Mastering Date Formatting in Spring Boot 3: 5 Practical Solutions
This article explains why proper date formatting matters in Spring Boot applications, compares the default Jackson behavior, and presents five concrete approaches—including global configuration, @JsonFormat, custom ObjectMapper, @JsonComponent, and @JsonSerialize—detailing their implementations, advantages, and drawbacks.
Environment: Spring Boot 3.4.2
Introduction
In project development, date formatting is a core requirement for data interaction. Different scenarios need different formats: the front‑end often wants a readable yyyy‑MM‑dd , databases prefer TIMESTAMP , and cross‑time‑zone systems use ISO‑8601 (e.g., 2025‑01‑01T14:30:00Z). Improper handling can cause time‑zone errors, parsing failures, or data inconsistency. By default, Jackson outputs dates in a format that is usually not desired and uses the UTC (zero) time‑zone, while most Chinese projects need the UTC+8 zone.
1. Global configuration via application.yml or application.properties
spring:
jackson:
date-format: yyyy-MM-dd HH:mm:ss
time-zone: "GMT+8"Pros: Simple and efficient; applies to all date fields across the project without code changes.
Cons: Only supports SimpleDateFormat patterns, cannot set different formats per field, and lacks flexibility for mixed requirements.
2. @JsonFormat annotation on fields
public record User(Long id, String name,
@JsonFormat(pattern = "yyyy-MM-dd", timezone = "GMT+8") Date birthday,
@JsonFormat(pattern = "yyyy-MM-dd HH:mm:ss", timezone = "GMT+8") Date createTime) {}Pros: Precise control of format and time‑zone for each individual field, suitable when different fields require different representations.
Cons: Must annotate every date field; code becomes repetitive and hard‑coded, especially with many date fields.
3. Custom ObjectMapper via Jackson2ObjectMapperBuilderCustomizer
@Component
public class JacksonConfig implements Jackson2ObjectMapperBuilderCustomizer {
@Override
public void customize(Jackson2ObjectMapperBuilder builder) {
builder.simpleDateFormat("yyyy-MM-dd HH:mm").timeZone("GMT+8");
}
}Pros: Centralized bean that sets a global default date format for the whole application, easy to maintain for large projects.
Cons: Enforces a single format globally; special cases still need @JsonFormat overrides.
4. Global serializer with @JsonComponent
@JsonComponent
public class GlobalDateSerializer extends JsonSerializer<Date> {
@Override
public void serialize(Date date, JsonGenerator gen, SerializerProvider provider) throws IOException {
SimpleDateFormat sdf = new SimpleDateFormat("yyyy-MM-dd HH:mm:ss");
gen.writeString(sdf.format(date));
}
}Pros: Registers a serializer that automatically formats all Date types, providing a single place to manage the format logic.
Cons: Requires writing an extra class; adds some overhead for simple scenarios.
5. Custom serializer with @JsonSerialize and JsonSerializer
public class DateSerializer extends JsonSerializer<Date> {
@Override
public void serialize(Date date, JsonGenerator gen, SerializerProvider provider) throws IOException {
SimpleDateFormat sdf = new SimpleDateFormat("yyyy-MM-19 HH:mm:ss");
gen.writeString(sdf.format(date));
}
}
public record User(Long id, String name, Date birthday,
@JsonSerialize(using = DateSerializer.class) Date createTime) {}Pros: Allows highly customized conversion logic, suitable for complex requirements such as converting timestamps to specific strings.
Cons: Increases code volume and maintenance effort; overkill for ordinary use cases.
Additional Note
All the above methods also support Java 8 date‑time types such as LocalDate and LocalDateTime.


TASK
Select all lines in the records that include "measurement".

Dataset excerpts:
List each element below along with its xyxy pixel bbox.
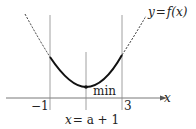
x-axis-label: x (164, 91, 171, 105)
parabola-diagram: y=f(x) x −1 3 min x= a + 1 (0, 0, 196, 129)
parabola-dashed-left (25, 14, 50, 57)
axis-of-symmetry-label: x= a + 1 (65, 113, 119, 127)
parabola-dashed-right (122, 16, 146, 55)
vertex-point (84, 85, 88, 89)
curve-label: y=f(x) (147, 5, 188, 19)
tick-label-left: −1 (31, 99, 49, 113)
tick-label-right: 3 (124, 99, 132, 113)
vertex-label-min: min (93, 84, 116, 98)
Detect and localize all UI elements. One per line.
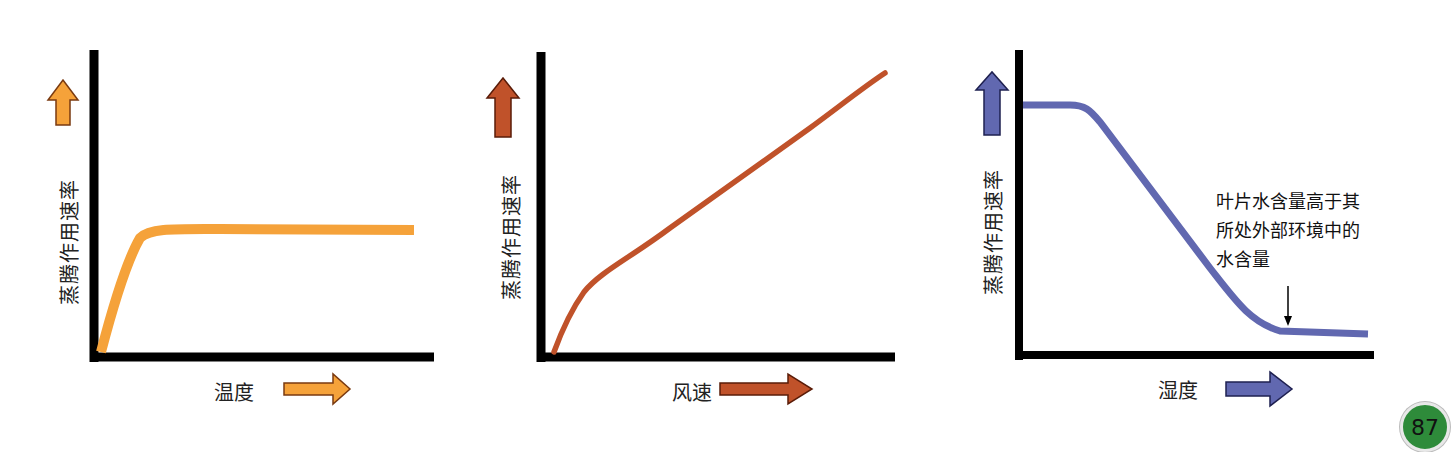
annotation-arrow-head-icon: [1284, 316, 1292, 326]
chart-panel-humidity: 蒸腾作用速率 湿度 叶片水含量高于其 所处外部环境中的 水含量: [960, 0, 1455, 447]
chart-panel-wind-speed: 蒸腾作用速率 风速: [470, 0, 930, 447]
page-number-badge: 87: [1400, 402, 1450, 452]
y-axis-up-arrow-icon: [48, 80, 78, 125]
annotation-line-2: 所处外部环境中的: [1216, 216, 1406, 245]
y-axis-label: 蒸腾作用速率: [54, 179, 83, 305]
annotation-line-3: 水含量: [1216, 245, 1406, 274]
x-axis-right-arrow-icon: [284, 374, 350, 404]
x-axis-label: 风速: [672, 377, 712, 406]
temperature-curve: [101, 229, 414, 352]
x-axis-label: 温度: [214, 377, 254, 406]
chart-panel-temperature: 蒸腾作用速率 温度: [0, 0, 470, 447]
annotation-line-1: 叶片水含量高于其: [1216, 187, 1406, 216]
x-axis-right-arrow-icon: [720, 374, 812, 404]
y-axis-label: 蒸腾作用速率: [496, 174, 525, 300]
y-axis-up-arrow-icon: [976, 72, 1008, 135]
x-axis-right-arrow-icon: [1226, 372, 1292, 406]
wind-speed-curve: [554, 73, 885, 352]
y-axis-label: 蒸腾作用速率: [978, 169, 1007, 295]
x-axis-label: 湿度: [1158, 375, 1198, 404]
annotation-text: 叶片水含量高于其 所处外部环境中的 水含量: [1216, 187, 1406, 274]
y-axis-up-arrow-icon: [487, 78, 519, 137]
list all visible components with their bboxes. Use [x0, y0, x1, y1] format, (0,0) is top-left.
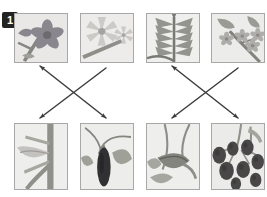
photo-cell-potato-flower-cluster[interactable]: [211, 13, 265, 63]
photo-cell-eggplant-flower[interactable]: [14, 13, 68, 63]
photo-cell-tomato-flower[interactable]: [80, 13, 134, 63]
eggplant-flower-illustration: [15, 14, 67, 62]
tomato-flower-illustration: [81, 14, 133, 62]
link-top4-to-bottom3[interactable]: [172, 66, 238, 118]
photo-cell-pepper-leaves[interactable]: [146, 13, 200, 63]
pale-pod-fruit-illustration: [15, 124, 67, 189]
link-top3-to-bottom4[interactable]: [172, 68, 238, 118]
pepper-leaves-illustration: [147, 14, 199, 62]
photo-cell-tomato-cluster[interactable]: [211, 123, 265, 190]
photo-cell-eggplant-fruit[interactable]: [80, 123, 134, 190]
eggplant-fruit-illustration: [81, 124, 133, 189]
green-pepper-fruit-illustration: [147, 124, 199, 189]
potato-flower-cluster-illustration: [212, 14, 264, 62]
photo-cell-green-pepper-fruit[interactable]: [146, 123, 200, 190]
link-top1-to-bottom2[interactable]: [40, 68, 106, 118]
exercise-page: · · ···· ·· · 1: [0, 0, 267, 197]
photo-cell-pale-pod-fruit[interactable]: [14, 123, 68, 190]
link-top2-to-bottom1[interactable]: [40, 66, 106, 118]
clipped-header-text: · · ···· ·· ·: [196, 0, 258, 4]
tomato-cluster-illustration: [212, 124, 264, 189]
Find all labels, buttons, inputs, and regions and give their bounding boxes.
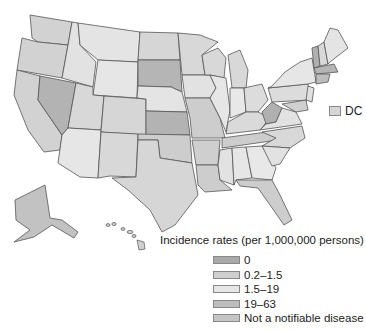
state-connecticut-ri <box>316 74 330 84</box>
legend-swatch <box>213 300 240 308</box>
state-colorado <box>101 96 146 135</box>
state-iowa <box>182 75 216 98</box>
legend-label: 0 <box>244 254 250 266</box>
state-arkansas <box>192 140 220 165</box>
state-wyoming <box>93 60 138 98</box>
state-washington <box>30 15 72 45</box>
legend-label: 1.5–19 <box>244 283 279 295</box>
dc-label: DC <box>345 104 362 118</box>
legend-swatch <box>213 314 240 322</box>
state-michigan <box>228 50 248 88</box>
legend-swatch <box>213 256 240 264</box>
legend-title: Incidence rates (per 1,000,000 persons) <box>160 234 364 246</box>
state-hawaii <box>106 223 145 251</box>
legend-item-0: 0 <box>213 253 364 268</box>
state-new-york <box>268 58 316 88</box>
legend-label: 0.2–1.5 <box>244 269 282 281</box>
state-kansas <box>146 111 190 135</box>
dc-indicator: DC <box>329 104 362 118</box>
legend-label: Not a notifiable disease <box>244 312 364 324</box>
state-arizona <box>58 128 101 178</box>
state-ohio <box>244 84 268 112</box>
legend-swatch <box>213 285 240 293</box>
legend-item-0-2-1-5: 0.2–1.5 <box>213 268 364 283</box>
legend-item-1-5-19: 1.5–19 <box>213 282 364 297</box>
state-alaska <box>14 185 78 242</box>
dc-swatch <box>329 106 341 116</box>
legend: 0 0.2–1.5 1.5–19 19–63 Not a notifiable … <box>213 253 364 326</box>
state-new-mexico <box>98 132 138 178</box>
legend-item-not-notifiable: Not a notifiable disease <box>213 311 364 326</box>
state-maine <box>324 28 348 64</box>
legend-item-19-63: 19–63 <box>213 297 364 312</box>
legend-swatch <box>213 271 240 279</box>
legend-label: 19–63 <box>244 298 276 310</box>
state-mississippi <box>218 148 234 185</box>
state-north-dakota <box>138 32 180 60</box>
state-florida <box>236 180 292 225</box>
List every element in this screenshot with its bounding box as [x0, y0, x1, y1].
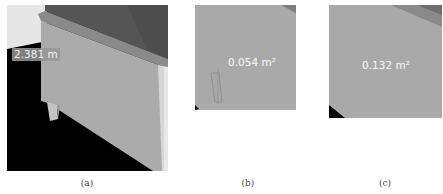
figure-panel-a: 2.381 m	[7, 5, 168, 171]
figure-panel-b: 0.054 m²	[195, 5, 296, 110]
caption-a: (a)	[81, 178, 93, 188]
distance-measurement-label: 2.381 m	[12, 48, 60, 61]
caption-c: (c)	[379, 178, 391, 188]
figure-panel-c: 0.132 m²	[329, 5, 442, 118]
scene-render-a	[7, 5, 168, 171]
caption-b: (b)	[242, 178, 255, 188]
area-measurement-label-b: 0.054 m²	[228, 57, 276, 68]
area-measurement-label-c: 0.132 m²	[362, 60, 410, 71]
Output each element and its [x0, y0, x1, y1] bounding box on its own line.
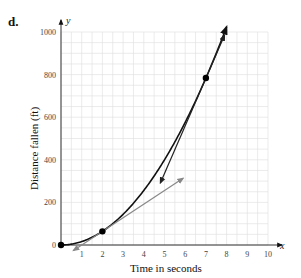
y-tick-label: 200: [44, 198, 56, 207]
y-tick-label: 0: [52, 241, 56, 250]
y-axis-title: Distance fallen (ft): [28, 107, 40, 190]
y-tick-label: 800: [44, 71, 56, 80]
y-tick-label: 600: [44, 113, 56, 122]
x-axis-name: x: [279, 240, 285, 251]
y-tick-label: 1000: [40, 28, 56, 37]
x-tick-label: 6: [183, 250, 187, 259]
data-point: [203, 75, 209, 81]
data-point: [58, 242, 64, 248]
data-point: [99, 228, 105, 234]
y-tick-label: 400: [44, 156, 56, 165]
y-axis-name: y: [65, 15, 71, 26]
x-tick-label: 9: [245, 250, 249, 259]
x-tick-label: 7: [204, 250, 208, 259]
x-tick-label: 10: [264, 250, 272, 259]
x-tick-label: 5: [163, 250, 167, 259]
x-tick-label: 2: [100, 250, 104, 259]
x-tick-label: 8: [225, 250, 229, 259]
tangent-line-t7: [160, 35, 224, 183]
chart-canvas: yx1234567891002004006008001000: [0, 0, 301, 278]
x-tick-label: 4: [142, 250, 146, 259]
tangent-line-t2: [73, 178, 183, 250]
x-tick-label: 1: [80, 250, 84, 259]
x-tick-label: 3: [121, 250, 125, 259]
x-axis-title: Time in seconds: [130, 262, 202, 274]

SOLUTION BELOW
distance-measurement-label: 2.381 m	[12, 48, 60, 61]
area-measurement-label-b: 0.054 m²	[228, 57, 276, 68]
area-measurement-label-c: 0.132 m²	[362, 60, 410, 71]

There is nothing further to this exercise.